Venice to honor Amir Naderi with Jaeger-LeCoultre Glory award

August 20, 2016 - 9:13

TEHRAN – The 73rd Venice Film Festival plans to honor the U.S.-based Iranian filmmaker Amir Naderi with Jaeger-LeCoultre Glory to the Filmmaker, an award given to original and innovative contributors to contemporary cinema.

The prize is scheduled to be handed out to him during a ceremony at the Sala Grande (Palazzo del Cinema) on September 5, before his 2016 movie “Monte” premieres in the non-competitive section of the festival, the organizers have announced.

The 105-minute drama was shot in the Italian mountainous regions of Alto Adige and Friuli.
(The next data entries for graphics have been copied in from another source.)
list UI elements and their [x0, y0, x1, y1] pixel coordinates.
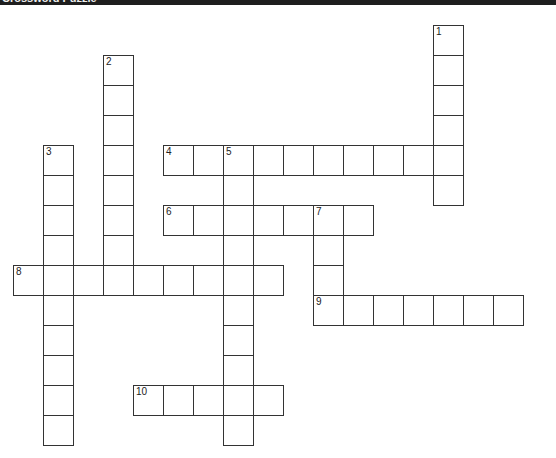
crossword-cell[interactable]: [373, 295, 404, 326]
crossword-cell[interactable]: [343, 145, 374, 176]
crossword-cell[interactable]: [343, 205, 374, 236]
crossword-cell[interactable]: 2: [103, 55, 134, 86]
crossword-cell[interactable]: [433, 145, 464, 176]
crossword-cell[interactable]: [223, 205, 254, 236]
clue-number: 2: [106, 57, 112, 67]
crossword-cell[interactable]: [433, 175, 464, 206]
crossword-cell[interactable]: [313, 265, 344, 296]
crossword-cell[interactable]: [223, 295, 254, 326]
crossword-cell[interactable]: [403, 145, 434, 176]
clue-number: 10: [136, 387, 147, 397]
crossword-cell[interactable]: [103, 205, 134, 236]
crossword-cell[interactable]: [223, 385, 254, 416]
crossword-cell[interactable]: [253, 265, 284, 296]
crossword-cell[interactable]: [253, 205, 284, 236]
crossword-cell[interactable]: [253, 385, 284, 416]
crossword-cell[interactable]: 5: [223, 145, 254, 176]
crossword-cell[interactable]: 9: [313, 295, 344, 326]
clue-number: 1: [436, 27, 442, 37]
crossword-cell[interactable]: [43, 325, 74, 356]
crossword-cell[interactable]: [193, 205, 224, 236]
crossword-cell[interactable]: [343, 295, 374, 326]
crossword-cell[interactable]: 1: [433, 25, 464, 56]
crossword-cell[interactable]: [193, 145, 224, 176]
crossword-cell[interactable]: [103, 115, 134, 146]
crossword-cell[interactable]: [373, 145, 404, 176]
crossword-cell[interactable]: [43, 235, 74, 266]
crossword-cell[interactable]: [193, 265, 224, 296]
crossword-cell[interactable]: [403, 295, 434, 326]
crossword-cell[interactable]: [103, 235, 134, 266]
crossword-cell[interactable]: 6: [163, 205, 194, 236]
crossword-cell[interactable]: 10: [133, 385, 164, 416]
clue-number: 7: [316, 207, 322, 217]
crossword-cell[interactable]: [163, 265, 194, 296]
crossword-cell[interactable]: [223, 235, 254, 266]
crossword-cell[interactable]: [43, 295, 74, 326]
crossword-cell[interactable]: [223, 265, 254, 296]
crossword-cell[interactable]: [313, 235, 344, 266]
crossword-cell[interactable]: [223, 415, 254, 446]
crossword-cell[interactable]: [103, 85, 134, 116]
crossword-cell[interactable]: 7: [313, 205, 344, 236]
crossword-cell[interactable]: [43, 265, 74, 296]
crossword-cell[interactable]: 8: [13, 265, 44, 296]
crossword-cell[interactable]: [43, 175, 74, 206]
crossword-grid: 12345679810: [0, 0, 556, 458]
crossword-cell[interactable]: [193, 385, 224, 416]
clue-number: 9: [316, 297, 322, 307]
crossword-cell[interactable]: [253, 145, 284, 176]
crossword-cell[interactable]: [283, 145, 314, 176]
crossword-cell[interactable]: [223, 175, 254, 206]
clue-number: 6: [166, 207, 172, 217]
crossword-cell[interactable]: [463, 295, 494, 326]
crossword-cell[interactable]: [133, 265, 164, 296]
crossword-cell[interactable]: [433, 295, 464, 326]
crossword-cell[interactable]: [43, 415, 74, 446]
crossword-cell[interactable]: [283, 205, 314, 236]
crossword-cell[interactable]: [223, 355, 254, 386]
crossword-cell[interactable]: [103, 175, 134, 206]
crossword-cell[interactable]: [103, 265, 134, 296]
crossword-cell[interactable]: [433, 115, 464, 146]
crossword-cell[interactable]: [433, 55, 464, 86]
crossword-cell[interactable]: [163, 385, 194, 416]
clue-number: 3: [46, 147, 52, 157]
clue-number: 8: [16, 267, 22, 277]
crossword-cell[interactable]: [223, 325, 254, 356]
crossword-cell[interactable]: [73, 265, 104, 296]
crossword-cell[interactable]: [433, 85, 464, 116]
crossword-cell[interactable]: [103, 145, 134, 176]
crossword-cell[interactable]: 3: [43, 145, 74, 176]
crossword-cell[interactable]: [43, 205, 74, 236]
crossword-cell[interactable]: 4: [163, 145, 194, 176]
clue-number: 4: [166, 147, 172, 157]
clue-number: 5: [226, 147, 232, 157]
crossword-cell[interactable]: [493, 295, 524, 326]
crossword-cell[interactable]: [313, 145, 344, 176]
crossword-cell[interactable]: [43, 355, 74, 386]
crossword-cell[interactable]: [43, 385, 74, 416]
It tells the story of a man who makes every attempt to bring the sunlight into his village, where his family is barely able to survive because of the prevailing darkness.
 
“Amir Naderi gave fundamental impetus to the birth of the New Iranian Cinema during the 1970s and 1980s with a number of masterpieces destined to leave their mark on the history of cinema, such as ‘The Runner’,” Venice Film Festival director Alberto Barbera has said in a statement.

“But even after moving to New York in 1988, Naderi remained stubbornly true to himself and to a type of cinema dedicated to research and experimentation, which refuses to bow to trends and easy shortcuts.”

The 73rd Venice Film Festival is also slated to pay posthumous tribute to Iranian auteur Abbas Kiarostami and American director and screenwriter Michael Cimino, both of whom passed away earlier this year.
 
In addition, “Malaria”, a social drama by Iranian director Parviz Shahbazi, will go on screen in the Horizon section of the festival, which will be held from August 31 to September 10.